UPDATE: Time's Joe Klein, who, back in 2002 -- when Bush was overwhelmingly popular and powerful -- viciously mocked those who were objecting to the treatment of Guantanamo detainees and vehemently denied that the U.S. was torturing anyone, has now -- with a disgraced and powerless George Bush on his way out the door -- changed his mind completely and decided that the Bush administration's torture of detainees was its "most despicable act." That's the modern American journalist for you: reverence for politically powerful officials and criticism only for those perceived as powerless.
In any event, Klein reports:
There is, I'm told, absolutely no interest on the part of the incoming Obama Administration to pursue indictments against its predecessors. "We're focused on the future," said one of the President-elect's legal advisers. Fidell and others say it is possible, though highly unlikely, that Bush et al. could be arrested overseas — one imagines the Vice President pinched midstream on a fly-fishing trip to Norway — just as Augusto Pinochet, the Chilean dictator, was indicted in Spain and arrested in London for his crimes.
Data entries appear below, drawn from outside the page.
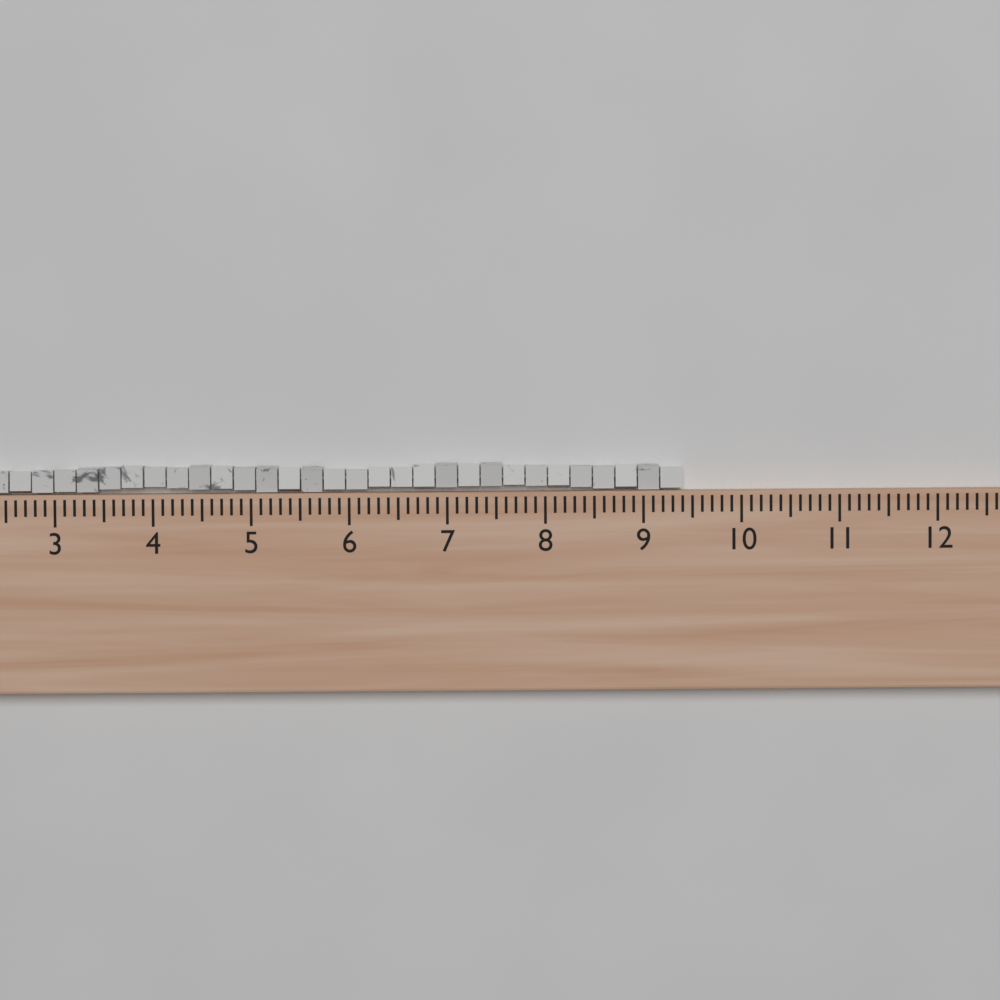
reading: 9.4 (no unit)
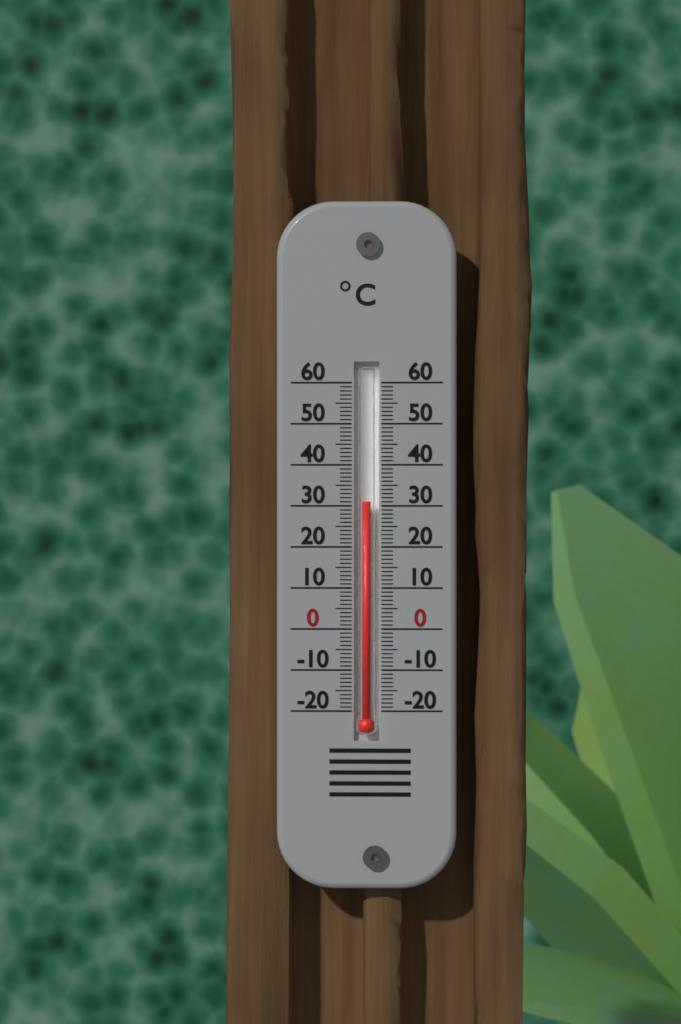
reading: 31 °C
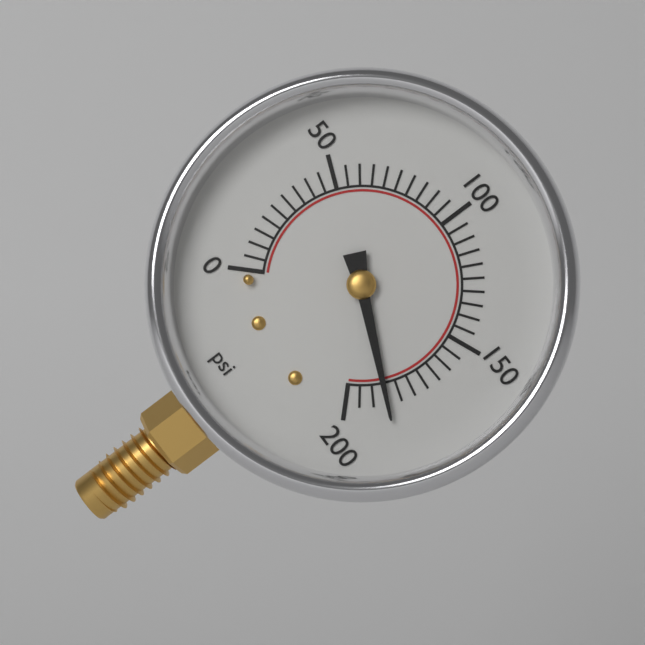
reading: 185 psi
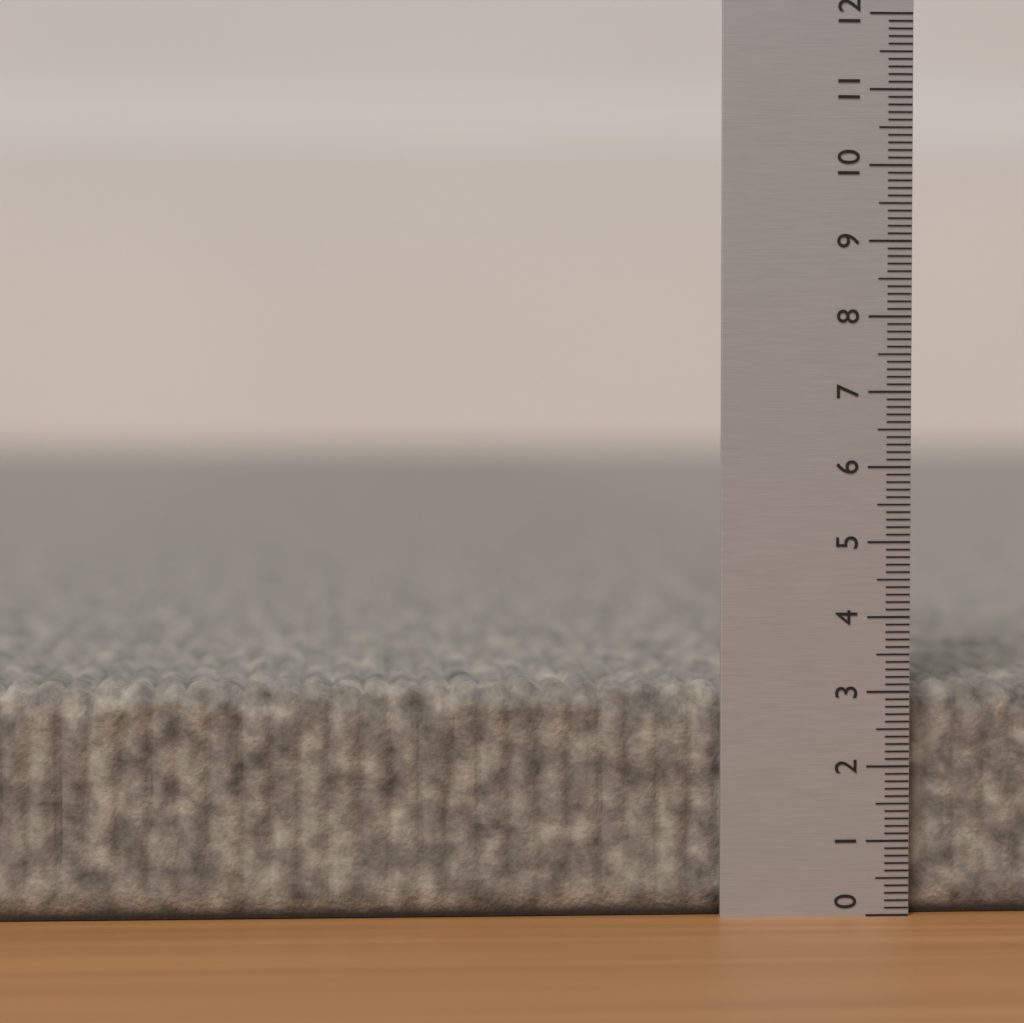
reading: 3.1 (no unit)
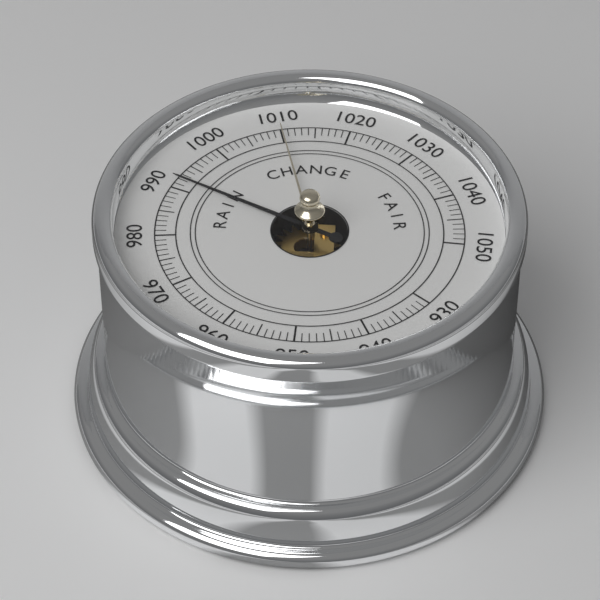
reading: 992 (no unit)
Whether Bush officials will be investigated and prosecuted is a decision that, at least in theory, will be made by the DOJ and Eric Holder. But there are obviously close Obama advisers offering the same excuses, based on the same warped mentality, as Mort Kondrake. "We're focused on the future." So does that mean that the Obama administration won't prosecute any criminals for crimes they committed "in the past" -- or is it only high-level political criminals who will receive this "focused-on-the-future" amnesty?
UPDATE II: Joe Klein responds here. He accuses me of being "monomaniacal on the subject of civil liberties." He once before called me a "civil liberties extremist." I'm not sure why he thinks those are insults. I actually consider them compliments, and even incorporated the latter phrase -- "civil liberties extremist" -- into every speech and presentation I've given since then (always credited to Klein), to explain how one is perceived these days if one opposes torture, believes in the warrant requirement, and thinks that high political officials should be actually bound by our laws and punished when they violate them.
In any event, Klein makes other arguments in his defense -- including his proud citation to an article he wrote in 2004 condemning Abu Ghraib (courageous!) -- which I'll leave to readers to evaluate [note that, contrary to Klein's claim, the OLC opinion asserting that Geneva protections do not apply to Guantanamo detainees, Alberto Gonzales' memo dismissing Geneva protections as"quaint," and Bush's formal decision declaring Geneva protections inapplicable to Al Qaeda and Taliban detainees occurred before -- not after -- Klein's February 4, 2002 Guardian article mocking those who thought there was something to be concerned about with regard to treatment of detainees. Moreover, worldwide horror concerning Guantanamo was common when Klein wrote that article (indeed, it was that horror which he was deriding). Klein's attempt to depict himself as some sort of crusader for proper treatment of detainees is a bit difficult in light of those facts, and given that he wrote: "I would actually prefer [Guantanamo detainees] be dressed in pink tutus"].